On the 26th of April, 1865, General Johnston surrendered the last large Confederate army to General Sherman, at Raleigh; and on the 10th of May, President Davis was caught in Georgia. Some say he tried to escape by donning a woman’s waterproof, tying an old shawl over his head, and carrying a pail, as if on the way to draw water from a spring. But the United States soldiers seized him, and sent him to Fortress Monroe. There he was detained for two years, and then he was bailed out by the famous newspaper editor, Horace Greeley. But Davis was never tried before a jury, and when he died in 1889, in New Orleans, he was surrounded by his family and friends.
Those who had taken part in the Civil War were never called to account for their share in it, except that they were not allowed to vote or hold office for some time. The only person executed was the jailer of the Andersonville prison in Georgia. He had treated the Union prisoners with fiendish cruelty; and in punishment for this inhuman conduct he was sentenced to be hanged, because even a jailer should remember that prisoners are his fellow creatures. So many prisoners were crowded into a small space in the Libby and Andersonville prisons, that the me suffered greatly, and many of them died there from hunger, filth, and disease.
The Confederacy being now a “lost cause,” the United States army, numbering more than a million men, was disbanded.

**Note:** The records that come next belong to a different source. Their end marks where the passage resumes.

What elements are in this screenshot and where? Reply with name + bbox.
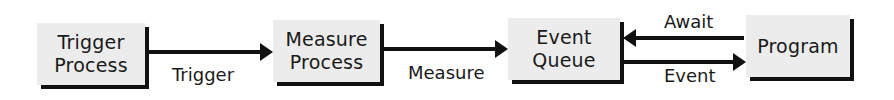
- node-label: Process: [54, 54, 127, 77]
- edge-label-event: Event: [664, 66, 716, 86]
- edge-label-trigger: Trigger: [172, 65, 234, 85]
- arrowhead-icon: [260, 43, 273, 61]
- arrowhead-icon: [733, 53, 746, 71]
- edge-measure: [384, 40, 508, 58]
- node-event-queue: Event Queue: [508, 18, 620, 80]
- edge-label-measure: Measure: [408, 63, 485, 83]
- arrowhead-icon: [495, 40, 508, 58]
- node-label: Process: [290, 51, 363, 74]
- node-label: Program: [757, 35, 839, 58]
- node-program: Program: [746, 15, 850, 77]
- edge-trigger: [149, 43, 273, 61]
- node-label: Measure: [285, 28, 367, 51]
- node-label: Trigger: [58, 31, 125, 54]
- node-trigger-process: Trigger Process: [37, 23, 145, 85]
- edge-label-await: Await: [664, 12, 713, 32]
- node-measure-process: Measure Process: [273, 20, 380, 82]
- node-label: Event: [536, 26, 591, 49]
- arrowhead-icon: [623, 29, 636, 47]
- node-label: Queue: [532, 49, 595, 72]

Grant’s and Sherman’s troops were reviewed at Washington by President and Congress. They formed a column thirty miles long, and as they marched up Pennsylvania Avenue, people from all parts of the country wildly cheered them. These soldiers deserved all the credit they received, for they had saved the Union. Now they were going home, to take up their daily work again, and handle the plow or pen with the same energy as they had handled picks and guns. The veteran officers of the Revolutionary War had formed the Society of the Cincinnati, and, following their example, the veterans of the Union army soon founded another society, which is known as the Grand Army of the Republic (G.A.R.).
The army was disbanded on the 24th of May, and soon afterwards some Southern ladies started a beautiful custom which has since become national. They visited the, places where soldiers were buried, and, after decking with fragrant flowers the tombs of their own dead, spread blossoms also over those of the Union men.
There are now in our country over eighty national cemeteries, where nearly four hundred thousand dead soldiers have been buried. Every Decoration or Memorial Day these graves, as well as others, are visited and strewn with flowers, and little children eagerly listen to the speeches telling how bravely their grandfathers fought and died.